--- Exercise aim ---
Only one stretch of the data below is needed. Output the lines from the one with "This screenshot has width=1439, height=809." up to and including the one with "Image resolution: width=783", exactly as they stand.

--- Material supplied ---
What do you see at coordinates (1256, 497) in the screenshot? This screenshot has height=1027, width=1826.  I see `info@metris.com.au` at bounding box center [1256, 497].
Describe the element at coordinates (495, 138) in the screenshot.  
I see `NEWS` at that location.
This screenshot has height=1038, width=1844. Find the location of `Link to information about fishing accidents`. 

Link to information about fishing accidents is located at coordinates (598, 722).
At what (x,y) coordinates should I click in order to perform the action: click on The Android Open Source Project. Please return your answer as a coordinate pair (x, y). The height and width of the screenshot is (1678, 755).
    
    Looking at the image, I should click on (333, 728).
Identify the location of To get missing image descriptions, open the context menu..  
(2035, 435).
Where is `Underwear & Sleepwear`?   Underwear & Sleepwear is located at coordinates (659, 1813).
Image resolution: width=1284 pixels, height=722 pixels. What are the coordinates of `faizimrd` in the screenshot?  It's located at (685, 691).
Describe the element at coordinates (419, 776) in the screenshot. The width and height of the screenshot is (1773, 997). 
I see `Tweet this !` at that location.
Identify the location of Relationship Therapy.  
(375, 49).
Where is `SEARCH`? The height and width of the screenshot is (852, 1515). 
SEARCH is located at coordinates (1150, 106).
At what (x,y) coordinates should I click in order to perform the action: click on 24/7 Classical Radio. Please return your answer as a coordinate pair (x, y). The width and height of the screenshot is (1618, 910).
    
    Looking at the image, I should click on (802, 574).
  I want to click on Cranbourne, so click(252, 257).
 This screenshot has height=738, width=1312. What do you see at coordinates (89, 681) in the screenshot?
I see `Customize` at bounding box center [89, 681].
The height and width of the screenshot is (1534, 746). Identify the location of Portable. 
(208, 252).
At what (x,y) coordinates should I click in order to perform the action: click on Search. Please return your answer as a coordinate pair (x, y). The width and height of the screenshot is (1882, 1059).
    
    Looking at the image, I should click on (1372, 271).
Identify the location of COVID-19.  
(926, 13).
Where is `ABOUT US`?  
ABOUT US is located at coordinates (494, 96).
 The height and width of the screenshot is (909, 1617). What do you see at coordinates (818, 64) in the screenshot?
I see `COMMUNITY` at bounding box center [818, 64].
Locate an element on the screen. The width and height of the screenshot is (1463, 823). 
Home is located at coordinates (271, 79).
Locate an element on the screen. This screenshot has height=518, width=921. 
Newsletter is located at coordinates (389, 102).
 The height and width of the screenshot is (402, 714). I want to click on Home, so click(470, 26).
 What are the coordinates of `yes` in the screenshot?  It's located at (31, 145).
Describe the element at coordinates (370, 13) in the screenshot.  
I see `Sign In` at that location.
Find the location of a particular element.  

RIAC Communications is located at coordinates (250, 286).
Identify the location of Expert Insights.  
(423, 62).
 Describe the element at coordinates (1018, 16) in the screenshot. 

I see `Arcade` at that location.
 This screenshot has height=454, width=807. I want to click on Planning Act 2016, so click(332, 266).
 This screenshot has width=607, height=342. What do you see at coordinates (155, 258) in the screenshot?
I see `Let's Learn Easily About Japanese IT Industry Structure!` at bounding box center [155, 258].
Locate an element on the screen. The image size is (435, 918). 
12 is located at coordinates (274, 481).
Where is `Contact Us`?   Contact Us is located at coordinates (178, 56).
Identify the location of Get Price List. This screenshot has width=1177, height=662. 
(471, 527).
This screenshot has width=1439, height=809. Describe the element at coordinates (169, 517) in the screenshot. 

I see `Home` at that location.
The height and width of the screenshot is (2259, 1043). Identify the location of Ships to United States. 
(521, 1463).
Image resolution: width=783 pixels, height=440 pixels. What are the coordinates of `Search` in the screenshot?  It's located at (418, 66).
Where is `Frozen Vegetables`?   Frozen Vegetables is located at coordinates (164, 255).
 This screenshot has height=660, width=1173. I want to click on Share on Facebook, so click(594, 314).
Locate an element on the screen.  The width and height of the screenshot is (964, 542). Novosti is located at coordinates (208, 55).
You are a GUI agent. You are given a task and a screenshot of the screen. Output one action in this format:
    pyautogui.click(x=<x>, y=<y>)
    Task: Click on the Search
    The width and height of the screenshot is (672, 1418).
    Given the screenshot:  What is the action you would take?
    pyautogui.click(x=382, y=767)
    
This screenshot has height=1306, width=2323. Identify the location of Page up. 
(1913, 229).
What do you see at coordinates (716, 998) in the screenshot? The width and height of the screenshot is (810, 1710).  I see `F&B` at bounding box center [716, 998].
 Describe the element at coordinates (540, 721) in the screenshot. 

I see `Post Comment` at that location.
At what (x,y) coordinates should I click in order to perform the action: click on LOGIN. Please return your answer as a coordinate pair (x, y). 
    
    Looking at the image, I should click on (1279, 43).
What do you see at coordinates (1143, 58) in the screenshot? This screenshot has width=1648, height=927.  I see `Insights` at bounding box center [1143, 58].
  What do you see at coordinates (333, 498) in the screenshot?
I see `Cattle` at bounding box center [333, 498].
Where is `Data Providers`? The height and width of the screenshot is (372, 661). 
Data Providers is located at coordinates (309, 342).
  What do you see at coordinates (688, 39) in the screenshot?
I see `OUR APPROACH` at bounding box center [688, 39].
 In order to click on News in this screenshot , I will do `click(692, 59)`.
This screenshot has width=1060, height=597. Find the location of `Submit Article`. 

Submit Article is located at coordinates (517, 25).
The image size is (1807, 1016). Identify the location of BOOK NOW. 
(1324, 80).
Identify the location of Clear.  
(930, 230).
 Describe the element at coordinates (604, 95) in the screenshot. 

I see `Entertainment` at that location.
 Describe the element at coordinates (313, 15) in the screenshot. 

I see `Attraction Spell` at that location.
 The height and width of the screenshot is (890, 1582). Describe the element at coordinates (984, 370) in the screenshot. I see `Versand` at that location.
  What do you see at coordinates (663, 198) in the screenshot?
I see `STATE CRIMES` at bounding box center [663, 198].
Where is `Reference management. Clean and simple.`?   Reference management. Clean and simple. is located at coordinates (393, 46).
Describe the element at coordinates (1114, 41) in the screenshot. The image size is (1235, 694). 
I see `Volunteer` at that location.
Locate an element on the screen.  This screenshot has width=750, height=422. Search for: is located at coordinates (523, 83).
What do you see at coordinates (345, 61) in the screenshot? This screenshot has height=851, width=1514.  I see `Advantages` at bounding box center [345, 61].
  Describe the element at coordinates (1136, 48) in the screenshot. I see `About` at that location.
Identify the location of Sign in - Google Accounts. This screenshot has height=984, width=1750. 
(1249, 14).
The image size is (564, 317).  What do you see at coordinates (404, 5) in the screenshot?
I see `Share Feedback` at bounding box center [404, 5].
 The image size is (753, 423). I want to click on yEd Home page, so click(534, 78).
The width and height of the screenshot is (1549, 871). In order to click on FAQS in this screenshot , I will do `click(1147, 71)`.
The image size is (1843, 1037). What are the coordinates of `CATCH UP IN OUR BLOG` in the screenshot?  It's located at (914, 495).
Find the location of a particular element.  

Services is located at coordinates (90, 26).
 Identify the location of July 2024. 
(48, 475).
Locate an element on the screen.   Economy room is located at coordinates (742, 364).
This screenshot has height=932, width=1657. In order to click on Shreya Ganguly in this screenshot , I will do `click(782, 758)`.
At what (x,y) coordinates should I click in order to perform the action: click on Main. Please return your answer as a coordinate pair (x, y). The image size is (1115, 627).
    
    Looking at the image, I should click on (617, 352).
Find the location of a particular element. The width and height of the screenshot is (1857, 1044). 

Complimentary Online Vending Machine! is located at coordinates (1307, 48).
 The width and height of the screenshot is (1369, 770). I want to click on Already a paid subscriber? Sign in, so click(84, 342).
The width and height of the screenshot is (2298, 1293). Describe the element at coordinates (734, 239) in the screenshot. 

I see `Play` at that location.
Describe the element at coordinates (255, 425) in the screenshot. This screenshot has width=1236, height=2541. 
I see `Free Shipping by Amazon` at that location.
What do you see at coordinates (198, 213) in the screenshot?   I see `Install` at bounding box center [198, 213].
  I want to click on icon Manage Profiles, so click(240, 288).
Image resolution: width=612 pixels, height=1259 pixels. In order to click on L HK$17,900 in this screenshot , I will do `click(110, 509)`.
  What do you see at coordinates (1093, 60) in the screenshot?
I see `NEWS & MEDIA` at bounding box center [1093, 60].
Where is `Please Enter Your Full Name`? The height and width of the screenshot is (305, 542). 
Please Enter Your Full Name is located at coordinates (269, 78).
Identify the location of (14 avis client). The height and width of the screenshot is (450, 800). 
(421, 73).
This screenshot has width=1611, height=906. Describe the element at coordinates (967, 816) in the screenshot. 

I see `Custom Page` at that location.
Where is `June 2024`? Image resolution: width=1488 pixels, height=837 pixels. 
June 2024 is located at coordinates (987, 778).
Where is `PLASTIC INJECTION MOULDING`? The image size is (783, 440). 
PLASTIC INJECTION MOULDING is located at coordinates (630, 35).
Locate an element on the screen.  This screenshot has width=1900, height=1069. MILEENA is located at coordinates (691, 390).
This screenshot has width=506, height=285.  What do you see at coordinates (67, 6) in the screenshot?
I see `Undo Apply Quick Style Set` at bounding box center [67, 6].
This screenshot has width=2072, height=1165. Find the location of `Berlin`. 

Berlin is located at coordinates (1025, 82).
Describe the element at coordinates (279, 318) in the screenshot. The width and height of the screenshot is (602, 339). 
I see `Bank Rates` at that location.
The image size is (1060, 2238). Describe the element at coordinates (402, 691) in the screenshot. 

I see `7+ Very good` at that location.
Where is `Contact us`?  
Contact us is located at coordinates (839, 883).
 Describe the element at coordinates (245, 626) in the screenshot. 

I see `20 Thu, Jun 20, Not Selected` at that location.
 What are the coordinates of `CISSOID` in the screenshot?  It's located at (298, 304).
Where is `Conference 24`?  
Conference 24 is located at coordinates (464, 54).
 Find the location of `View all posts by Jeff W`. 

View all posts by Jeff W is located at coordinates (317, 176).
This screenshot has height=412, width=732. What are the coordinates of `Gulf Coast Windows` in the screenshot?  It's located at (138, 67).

--- Answer section ---
This screenshot has width=1439, height=809. Describe the element at coordinates (169, 517) in the screenshot. 

I see `Home` at that location.
The height and width of the screenshot is (2259, 1043). Identify the location of Ships to United States. 
(521, 1463).
Image resolution: width=783 pixels, height=440 pixels. What are the coordinates of `Search` in the screenshot?  It's located at (418, 66).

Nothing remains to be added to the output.